Court of Appeal Justice Brian Hoffstadt writes in today’s Daily Journal about the Supreme Court’s August decision in People v. Gray (2023) 15 Cal.5th 152 (see here). The Supreme Court reversed the opinion that Justice Hoffstadt authored in the case for the Second District, Division Two. The Daily Journal article — titled “Gray areas” — discusses the decision at length and it identifies problems seen in the high court ruling.

The Supreme Court held that evidence falling within the spontaneous-statement exception to the hearsay rule is not automatically admissible at a probation revocation hearing, but that admissibility is subject to a balancing of the “defendant’s confrontation interests against any countervailing interests of the government.” Justice Hoffstadt says that the decision “has the potential to significantly dilute the predictability that comes from the brighter lines delineated by the Evidence Code itself.”
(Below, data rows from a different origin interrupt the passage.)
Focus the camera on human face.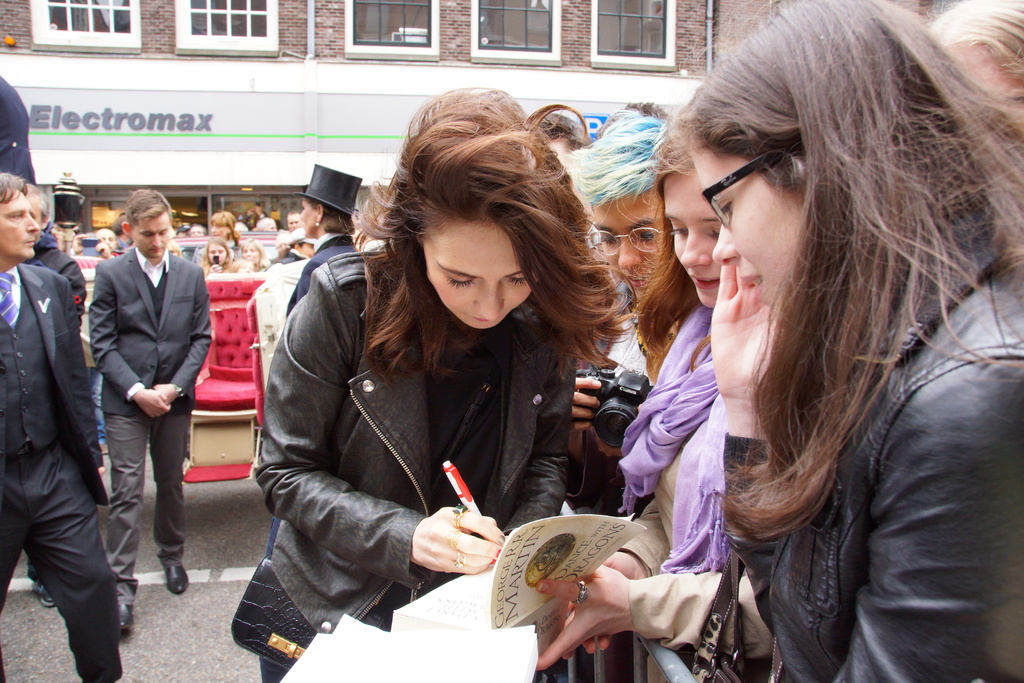
Focus region: 300/240/313/255.
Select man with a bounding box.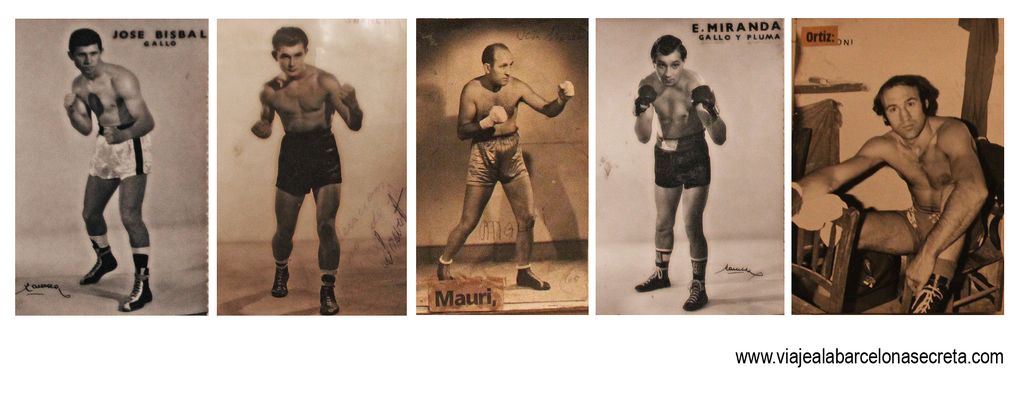
pyautogui.locateOnScreen(253, 26, 363, 316).
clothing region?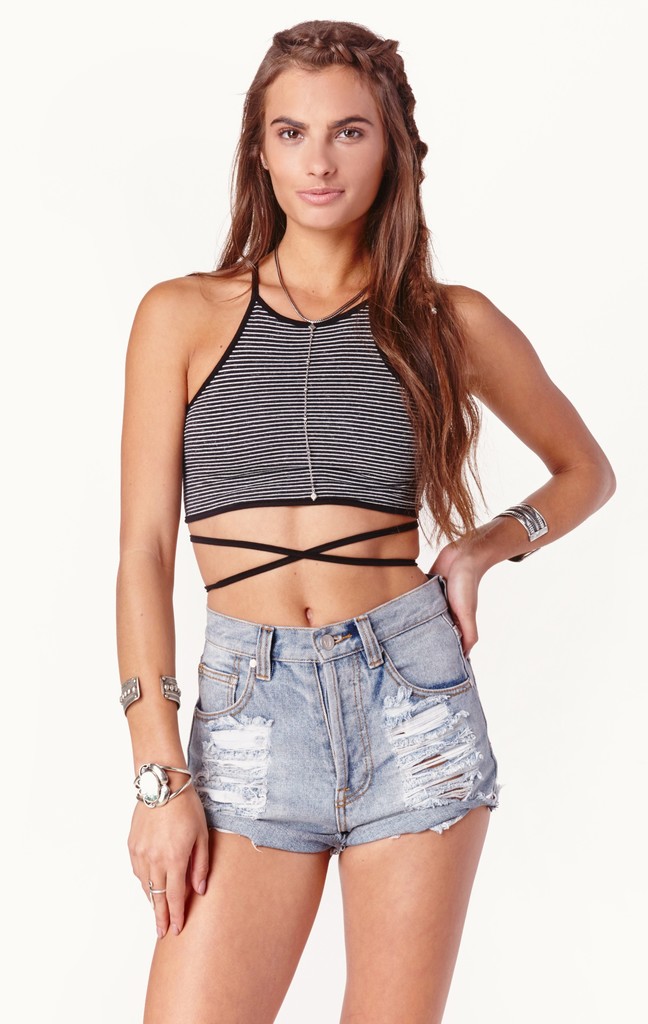
{"x1": 175, "y1": 255, "x2": 501, "y2": 853}
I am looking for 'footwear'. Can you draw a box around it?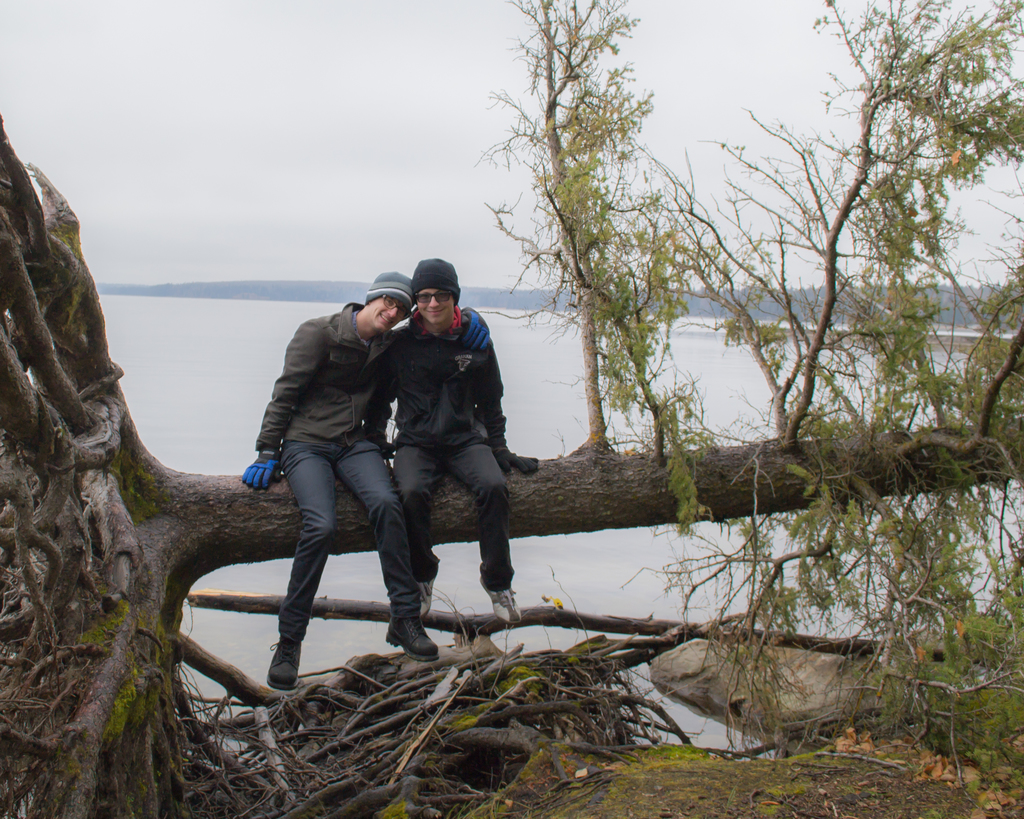
Sure, the bounding box is [x1=422, y1=574, x2=439, y2=618].
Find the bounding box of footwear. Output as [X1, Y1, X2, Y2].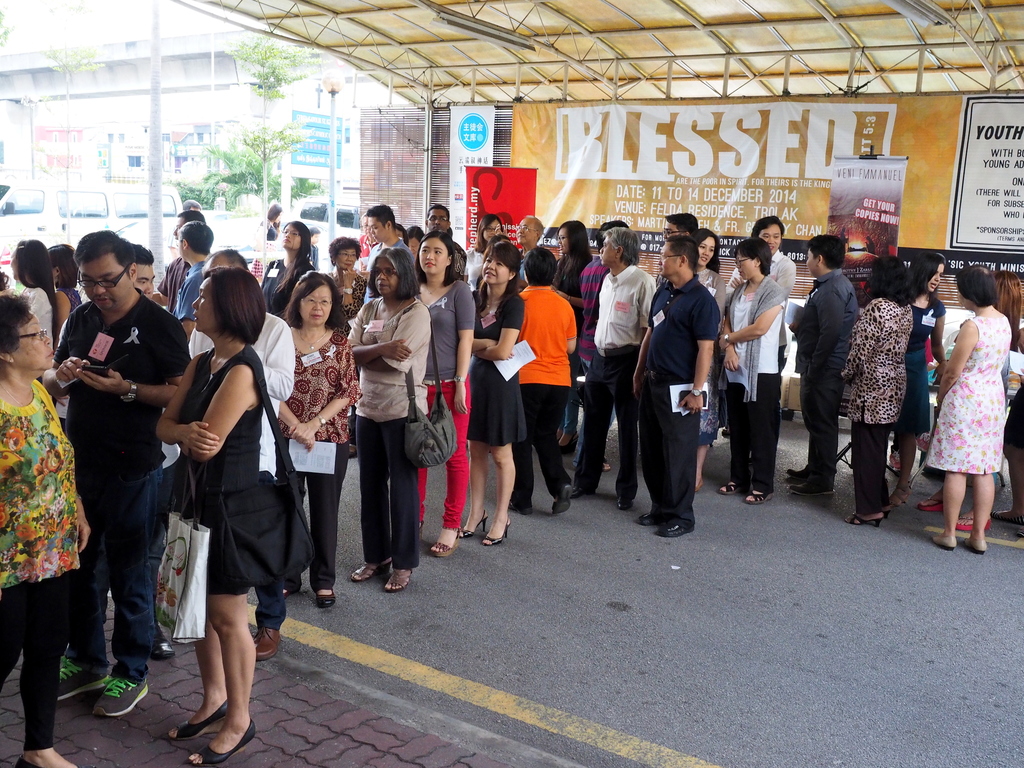
[618, 498, 635, 509].
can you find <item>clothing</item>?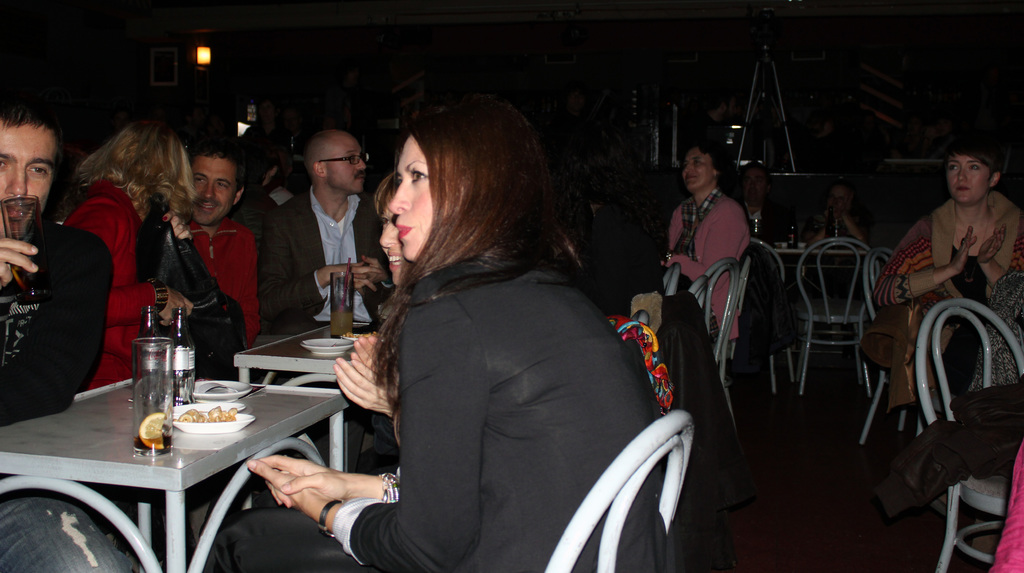
Yes, bounding box: 61 176 172 405.
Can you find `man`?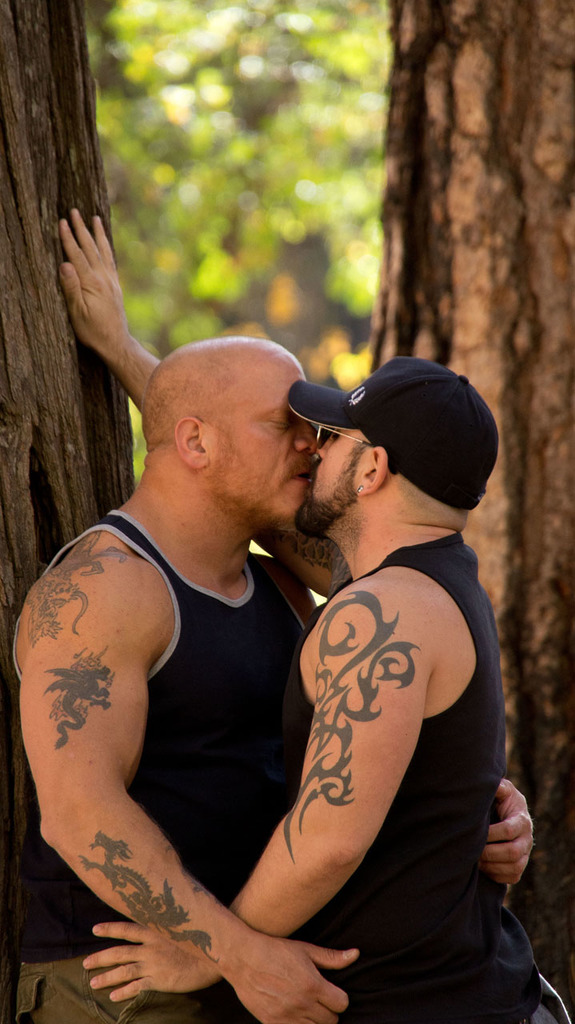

Division Two originally affirmed a probation violation ruling, concluding a hearsay statement that would not have been admissible at a criminal trial because of the Sixth Amendment’s Confrontation Clause was admissible at the probation violation hearing. On remand from the Supreme Court, Division Two in an unpublished opinion — again written by Justice Hoffstadt — reversed and in turn remanded the case to the superior court “to permit the parties to introduce evidence bearing on the factors to be balanced under Gray and to exercise its discretion in balancing those factors.”